Mythsaje Donating Member (1000+ posts) Send PM | Profile | Ignore Sun Dec-03-06 11:13 PM
Response to Reply #125
128. About triple...
Pretty significant.
Printer Friendly | Permalink |  | Top
 
yurbud Donating Member (1000+ posts) Send PM | Profile | Ignore Mon Dec-04-06 02:48 AM
Response to Reply #128
141. is she taking applications for backup husbands?
Printer Friendly | Permalink |  | Top
 
Mythsaje Donating Member (1000+ posts) Send PM | Profile | Ignore Mon Dec-04-06 03:00 AM
Response to Reply #141
142. LOL...
Not that I'm aware of.

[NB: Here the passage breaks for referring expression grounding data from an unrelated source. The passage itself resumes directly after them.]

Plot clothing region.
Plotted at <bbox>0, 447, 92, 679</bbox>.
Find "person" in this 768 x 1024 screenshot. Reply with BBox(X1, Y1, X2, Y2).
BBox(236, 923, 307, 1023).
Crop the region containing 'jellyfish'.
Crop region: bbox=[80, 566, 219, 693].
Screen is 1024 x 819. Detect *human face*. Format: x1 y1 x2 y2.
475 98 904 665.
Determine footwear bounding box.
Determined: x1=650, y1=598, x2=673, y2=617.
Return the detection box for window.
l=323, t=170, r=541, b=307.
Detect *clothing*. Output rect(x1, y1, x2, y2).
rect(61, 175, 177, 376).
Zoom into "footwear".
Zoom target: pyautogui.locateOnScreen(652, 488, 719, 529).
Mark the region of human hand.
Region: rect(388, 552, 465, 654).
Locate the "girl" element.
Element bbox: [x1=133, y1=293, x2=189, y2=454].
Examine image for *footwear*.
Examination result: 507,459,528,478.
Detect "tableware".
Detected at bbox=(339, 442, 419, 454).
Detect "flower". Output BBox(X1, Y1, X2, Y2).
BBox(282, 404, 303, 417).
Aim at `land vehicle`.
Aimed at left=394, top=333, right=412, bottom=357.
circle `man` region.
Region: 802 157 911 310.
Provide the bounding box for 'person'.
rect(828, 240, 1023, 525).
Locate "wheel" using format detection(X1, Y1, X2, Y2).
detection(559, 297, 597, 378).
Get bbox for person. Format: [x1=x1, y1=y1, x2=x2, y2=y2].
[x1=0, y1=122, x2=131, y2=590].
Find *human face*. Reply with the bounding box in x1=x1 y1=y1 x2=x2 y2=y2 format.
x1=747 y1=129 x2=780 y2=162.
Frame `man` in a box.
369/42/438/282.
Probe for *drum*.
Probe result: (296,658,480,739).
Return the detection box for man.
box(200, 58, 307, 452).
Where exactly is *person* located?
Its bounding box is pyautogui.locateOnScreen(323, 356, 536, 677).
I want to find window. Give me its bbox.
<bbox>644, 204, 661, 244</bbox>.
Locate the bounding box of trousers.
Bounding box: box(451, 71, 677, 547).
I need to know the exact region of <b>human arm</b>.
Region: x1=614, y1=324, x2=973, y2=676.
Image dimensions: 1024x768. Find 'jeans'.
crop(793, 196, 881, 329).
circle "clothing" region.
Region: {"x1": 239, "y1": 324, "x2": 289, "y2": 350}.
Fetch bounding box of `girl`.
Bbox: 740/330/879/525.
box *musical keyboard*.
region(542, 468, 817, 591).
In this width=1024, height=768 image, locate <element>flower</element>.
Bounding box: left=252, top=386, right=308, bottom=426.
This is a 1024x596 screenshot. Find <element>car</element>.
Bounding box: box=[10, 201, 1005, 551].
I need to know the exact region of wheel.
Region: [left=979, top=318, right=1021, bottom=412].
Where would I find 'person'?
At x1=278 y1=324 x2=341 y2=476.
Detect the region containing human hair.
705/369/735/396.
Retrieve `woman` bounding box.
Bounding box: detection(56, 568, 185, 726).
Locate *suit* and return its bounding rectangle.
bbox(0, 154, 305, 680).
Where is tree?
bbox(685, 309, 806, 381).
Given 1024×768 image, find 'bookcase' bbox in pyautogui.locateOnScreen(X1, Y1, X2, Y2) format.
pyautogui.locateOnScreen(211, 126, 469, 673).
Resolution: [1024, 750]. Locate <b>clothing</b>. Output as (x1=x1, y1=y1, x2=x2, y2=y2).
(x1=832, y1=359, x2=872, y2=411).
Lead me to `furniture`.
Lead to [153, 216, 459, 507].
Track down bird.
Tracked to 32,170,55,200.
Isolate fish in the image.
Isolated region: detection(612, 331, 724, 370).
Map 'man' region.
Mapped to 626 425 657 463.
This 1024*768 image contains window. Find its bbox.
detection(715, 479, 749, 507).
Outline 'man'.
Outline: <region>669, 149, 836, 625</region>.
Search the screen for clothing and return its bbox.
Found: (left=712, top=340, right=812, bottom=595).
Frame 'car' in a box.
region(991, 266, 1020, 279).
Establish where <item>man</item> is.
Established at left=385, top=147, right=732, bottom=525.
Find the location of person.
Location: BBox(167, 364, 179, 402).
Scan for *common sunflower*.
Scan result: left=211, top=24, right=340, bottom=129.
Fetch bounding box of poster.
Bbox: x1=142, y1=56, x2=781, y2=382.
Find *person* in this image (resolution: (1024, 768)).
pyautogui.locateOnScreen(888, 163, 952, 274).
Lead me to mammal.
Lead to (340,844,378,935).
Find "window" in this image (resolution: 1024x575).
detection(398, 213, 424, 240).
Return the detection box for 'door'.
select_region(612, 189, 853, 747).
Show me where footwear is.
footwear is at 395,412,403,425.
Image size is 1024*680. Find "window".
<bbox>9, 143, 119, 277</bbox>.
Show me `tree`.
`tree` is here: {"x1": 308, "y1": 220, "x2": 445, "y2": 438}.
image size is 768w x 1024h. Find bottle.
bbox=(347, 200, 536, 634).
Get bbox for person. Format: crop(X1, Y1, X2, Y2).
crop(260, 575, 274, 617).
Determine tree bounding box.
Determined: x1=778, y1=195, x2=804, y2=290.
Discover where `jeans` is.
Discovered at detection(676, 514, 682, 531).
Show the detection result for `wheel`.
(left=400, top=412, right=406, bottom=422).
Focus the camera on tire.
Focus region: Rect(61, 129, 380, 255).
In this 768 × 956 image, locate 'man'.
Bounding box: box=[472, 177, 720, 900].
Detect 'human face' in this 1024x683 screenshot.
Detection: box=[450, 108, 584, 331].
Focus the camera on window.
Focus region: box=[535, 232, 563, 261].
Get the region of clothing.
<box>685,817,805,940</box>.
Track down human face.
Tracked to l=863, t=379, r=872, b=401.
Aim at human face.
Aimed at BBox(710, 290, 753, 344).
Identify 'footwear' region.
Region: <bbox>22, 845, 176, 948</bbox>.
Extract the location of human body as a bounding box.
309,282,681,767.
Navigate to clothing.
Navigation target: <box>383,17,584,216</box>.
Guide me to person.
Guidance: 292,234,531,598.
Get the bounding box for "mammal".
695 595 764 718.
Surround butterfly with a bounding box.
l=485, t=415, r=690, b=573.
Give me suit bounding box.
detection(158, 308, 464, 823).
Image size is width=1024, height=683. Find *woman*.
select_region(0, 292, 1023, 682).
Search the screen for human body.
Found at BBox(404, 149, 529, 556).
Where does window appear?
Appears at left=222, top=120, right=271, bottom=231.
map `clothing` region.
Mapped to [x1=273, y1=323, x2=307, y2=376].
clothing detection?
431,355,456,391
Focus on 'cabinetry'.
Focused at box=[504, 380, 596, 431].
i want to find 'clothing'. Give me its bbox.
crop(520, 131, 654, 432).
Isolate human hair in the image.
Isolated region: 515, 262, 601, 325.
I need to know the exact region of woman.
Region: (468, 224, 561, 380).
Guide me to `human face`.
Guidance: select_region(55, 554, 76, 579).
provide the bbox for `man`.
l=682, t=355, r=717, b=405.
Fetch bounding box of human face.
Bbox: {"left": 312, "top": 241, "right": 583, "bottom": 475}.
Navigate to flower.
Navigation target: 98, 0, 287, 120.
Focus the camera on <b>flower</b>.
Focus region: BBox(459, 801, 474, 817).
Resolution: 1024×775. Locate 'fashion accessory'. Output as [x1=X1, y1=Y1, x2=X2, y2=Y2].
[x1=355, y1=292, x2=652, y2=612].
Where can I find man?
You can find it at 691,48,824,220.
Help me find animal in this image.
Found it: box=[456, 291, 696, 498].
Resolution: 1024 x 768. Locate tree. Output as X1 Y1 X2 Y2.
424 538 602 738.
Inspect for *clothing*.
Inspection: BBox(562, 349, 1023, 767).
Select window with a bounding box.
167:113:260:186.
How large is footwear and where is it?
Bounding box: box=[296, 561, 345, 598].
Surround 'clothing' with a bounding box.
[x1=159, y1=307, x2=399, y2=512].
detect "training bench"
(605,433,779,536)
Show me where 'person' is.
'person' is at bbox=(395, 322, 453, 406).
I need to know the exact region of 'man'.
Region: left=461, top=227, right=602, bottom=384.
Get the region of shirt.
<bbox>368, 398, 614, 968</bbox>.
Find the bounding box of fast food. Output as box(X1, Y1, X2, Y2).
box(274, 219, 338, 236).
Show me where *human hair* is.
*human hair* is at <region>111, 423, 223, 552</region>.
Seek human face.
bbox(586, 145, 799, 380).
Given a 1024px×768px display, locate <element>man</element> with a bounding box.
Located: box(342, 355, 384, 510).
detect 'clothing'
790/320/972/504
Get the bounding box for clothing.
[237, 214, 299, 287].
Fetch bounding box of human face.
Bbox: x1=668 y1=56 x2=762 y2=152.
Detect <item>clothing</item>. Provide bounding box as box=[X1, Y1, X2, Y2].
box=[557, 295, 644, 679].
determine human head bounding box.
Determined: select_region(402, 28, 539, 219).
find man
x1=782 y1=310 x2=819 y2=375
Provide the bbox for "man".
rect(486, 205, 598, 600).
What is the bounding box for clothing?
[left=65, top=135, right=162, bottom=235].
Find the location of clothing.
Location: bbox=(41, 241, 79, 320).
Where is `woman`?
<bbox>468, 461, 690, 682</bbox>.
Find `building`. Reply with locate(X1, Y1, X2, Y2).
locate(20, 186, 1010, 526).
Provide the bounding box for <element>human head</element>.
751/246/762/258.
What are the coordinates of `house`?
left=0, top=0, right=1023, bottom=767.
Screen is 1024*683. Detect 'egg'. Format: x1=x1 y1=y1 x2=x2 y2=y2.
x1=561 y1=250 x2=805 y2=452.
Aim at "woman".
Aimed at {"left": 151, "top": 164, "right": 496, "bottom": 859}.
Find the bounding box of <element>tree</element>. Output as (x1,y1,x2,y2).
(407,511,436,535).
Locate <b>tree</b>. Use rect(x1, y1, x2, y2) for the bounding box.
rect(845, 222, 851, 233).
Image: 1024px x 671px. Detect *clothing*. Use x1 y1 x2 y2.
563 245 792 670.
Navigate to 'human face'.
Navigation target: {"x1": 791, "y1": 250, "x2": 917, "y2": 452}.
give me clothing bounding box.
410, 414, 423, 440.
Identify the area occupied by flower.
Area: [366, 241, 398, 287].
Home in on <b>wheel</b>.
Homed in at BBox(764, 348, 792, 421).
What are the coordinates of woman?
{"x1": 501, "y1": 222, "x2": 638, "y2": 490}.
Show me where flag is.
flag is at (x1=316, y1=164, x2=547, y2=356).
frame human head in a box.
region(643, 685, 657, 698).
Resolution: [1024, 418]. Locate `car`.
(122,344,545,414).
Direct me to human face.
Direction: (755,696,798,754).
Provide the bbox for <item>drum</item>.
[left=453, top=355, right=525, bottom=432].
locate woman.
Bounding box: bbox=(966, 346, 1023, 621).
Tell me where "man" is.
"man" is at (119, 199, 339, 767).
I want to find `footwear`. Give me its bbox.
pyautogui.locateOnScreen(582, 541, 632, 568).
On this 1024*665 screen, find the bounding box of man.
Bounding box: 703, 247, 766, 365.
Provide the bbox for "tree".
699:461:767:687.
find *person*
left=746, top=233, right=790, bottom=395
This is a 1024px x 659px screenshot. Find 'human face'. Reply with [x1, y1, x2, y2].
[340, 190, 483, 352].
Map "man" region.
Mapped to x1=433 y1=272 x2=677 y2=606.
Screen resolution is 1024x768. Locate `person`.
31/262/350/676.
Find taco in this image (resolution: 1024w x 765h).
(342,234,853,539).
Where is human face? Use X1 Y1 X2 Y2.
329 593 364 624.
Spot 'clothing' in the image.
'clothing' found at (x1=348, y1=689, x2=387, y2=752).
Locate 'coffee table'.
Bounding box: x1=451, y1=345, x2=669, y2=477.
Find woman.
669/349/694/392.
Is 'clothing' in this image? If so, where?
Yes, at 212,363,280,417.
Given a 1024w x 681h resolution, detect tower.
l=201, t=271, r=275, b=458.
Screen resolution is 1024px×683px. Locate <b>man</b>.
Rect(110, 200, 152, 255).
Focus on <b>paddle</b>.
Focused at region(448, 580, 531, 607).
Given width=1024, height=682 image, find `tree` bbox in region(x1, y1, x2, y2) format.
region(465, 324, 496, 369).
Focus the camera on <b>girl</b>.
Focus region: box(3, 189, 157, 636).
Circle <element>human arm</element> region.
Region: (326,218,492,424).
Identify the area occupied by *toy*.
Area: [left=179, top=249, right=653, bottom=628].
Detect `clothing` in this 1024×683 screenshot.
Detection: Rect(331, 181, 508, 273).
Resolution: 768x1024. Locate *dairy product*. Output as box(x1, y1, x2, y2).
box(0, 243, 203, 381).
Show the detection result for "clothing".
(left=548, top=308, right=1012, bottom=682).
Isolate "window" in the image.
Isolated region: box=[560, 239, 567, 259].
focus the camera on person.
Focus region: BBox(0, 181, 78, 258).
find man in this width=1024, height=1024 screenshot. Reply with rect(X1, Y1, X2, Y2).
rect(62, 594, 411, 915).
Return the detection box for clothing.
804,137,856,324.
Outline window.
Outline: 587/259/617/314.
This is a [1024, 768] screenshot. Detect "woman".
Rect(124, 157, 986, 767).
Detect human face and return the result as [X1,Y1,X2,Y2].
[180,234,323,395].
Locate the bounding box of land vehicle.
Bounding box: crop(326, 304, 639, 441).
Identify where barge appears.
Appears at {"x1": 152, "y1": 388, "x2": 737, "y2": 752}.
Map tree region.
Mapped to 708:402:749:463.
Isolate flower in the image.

She's spending her extra time helping me promote my books so I can someday support her in the style she'd like to become accustomed.
Printer Friendly | Permalink |  | Top
 
BlooInBloo Donating Member (1000+ posts) Send PM | Profile | Ignore Sun Dec-03-06 08:46 PM
Response to Original message
100. Note that *logically* this is a completely barren phenomenon...
At its logical root, the "story" is simply: Independent women can be choosier about their mates.

The logical barrenness of this "story" is apparent upon considering exactly *what* the word "independent" means. lol!

Therefore the only interest of the article is the fact that it's *women* who have/are coming to have this kind of choice - i.e. freedom. And it's hard to see what the point of the article could be, except for a "woohoo!" if written by a woman, or a "aw shit" if written by a man.

EDIT: Ah - there is a 3rd possibility: the MoDo-esque tsktsk-ing of women for exercising their freedom. Men have had that freedom for 1000s of years, and misused it MASSIVELY. There's *nothing* to criticize women about here - let them make their choices as they see fit, and are able.
Printer Friendly | Permalink |  | Top
 
Withywindle Donating Member (1000+ posts) Send PM | Profile | Ignore Sun Dec-03-06 09:13 PM
Response to Reply #100
108. I agree with your third possibility especially.
Honestly, I see a lot of upper-class male fear in this. "You mean after all this time I spent playing the stock market so I could buy a hot chick some bling and a nice nest, she might choose some construction worker with a better smile and a bigger dick because she can buy her own bling? That's not how it's supposed to work!!!" :evilgrin:
Printer Friendly | Permalink |  | Top
 
mrreowwr_kittty Donating Member (1000+ posts) Send PM | Profile | Ignore Sun Dec-03-06 09:38 PM
Response to Reply #108
113. You can see them any Friday night at happy hour
Lined up at the bar, twirling the keys to the expensive sportscars, ogling the pretty college girls and young businesswomen, who mostly disdain them in favor of the buff young dudes. I don't feel the slightest bit sorry for most of the ones in my town because they probably voted for Bush.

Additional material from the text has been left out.